Prime Minister Mark Carney named retired Supreme Court Justice Louise Arbour as Canada’s next governor general during an announcement in Toronto on Tuesday. Carney said King Charles III approved the appointment on his recommendation. The governor general serves as the representative of the British monarch, who remains Canada’s head of state as a member of the Commonwealth.
Arbour, 79, will succeed Mary Simon — Canada’s first Indigenous governor general — when Simon’s term reaches the five-year mark in July, the Associated Press reported. Carney described Arbour as “a world-renowned legal scholar, judge and leader in human rights and justice,” noting she held judgeships on the Supreme Court of Ontario, the Court of Appeal for Ontario, and the Supreme Court of Canada.

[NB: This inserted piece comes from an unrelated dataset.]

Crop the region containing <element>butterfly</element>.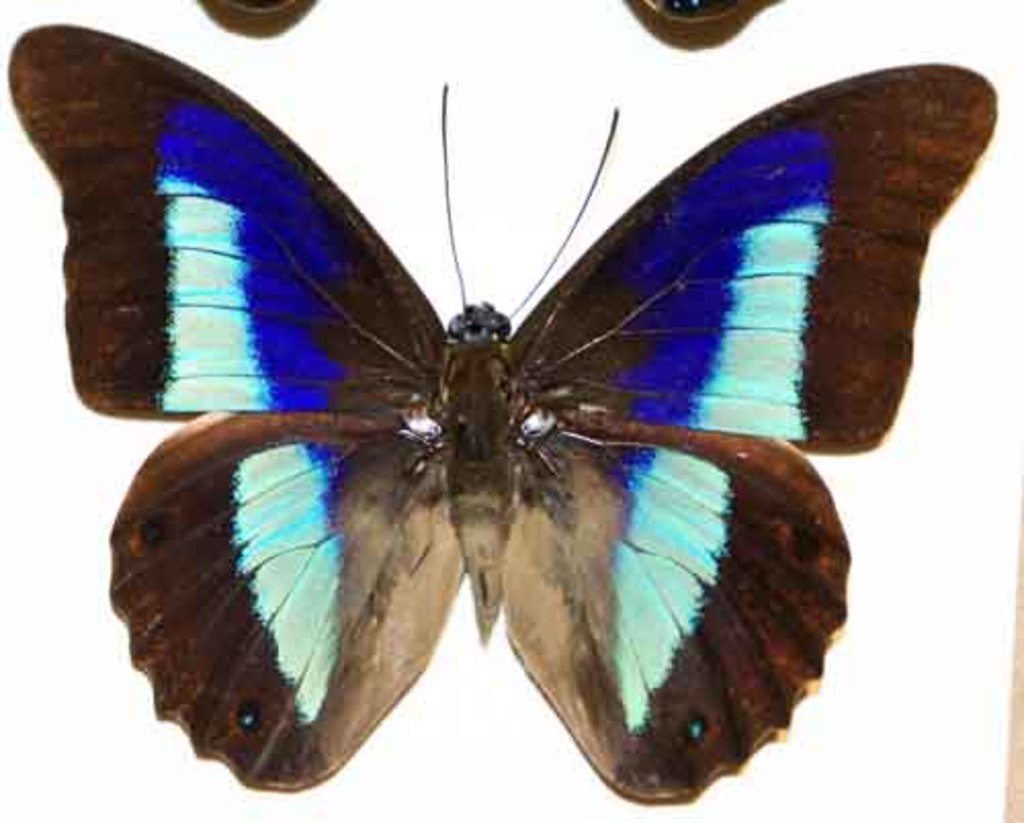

Asked whether she considers herself a monarchist, Arbour said in French that she “doesn’t really know what that term is supposed to mean” but voiced support for the current system. “I will be the representative of the Crown in a constitutional arrangement that has served Canada extremely well throughout our history, even more in recent decades,” she said.
Daniel Béland, a political science professor at McGill University in Montreal, told the AP that Simon’s lack of French proficiency drew criticism from many francophone commentators and that Arbour’s appointment comes at a politically sensitive time. The provincial Parti Québécois has pledged to organize an independence referendum by 2030 if it forms a majority government after Quebec’s October 5 general election. “Having a francophone as Governor General might help,” Béland said. He noted that Arbour is well known and respected in French-speaking Quebec.
Arbour’s international credentials are extensive. In 1996 the United Nations appointed her Chief Prosecutor of the International Criminal Tribunals for the former Yugoslavia and Rwanda. Her office secured the first conviction for genocide under the 1948 Genocide Convention and issued the first indictment for war crimes of a sitting head of state. She later served as the U.N. Special Representative for International Migration from 2017 to 2018.
Carney indicated he expects a close working relationship with Arbour. “I will have an opportunity to have very in-depth conversations with Arbour in private on issues that affect Canada and the rest of the world,” he said. The governor general holds important constitutional duties, though the role is primarily ceremonial and symbolic.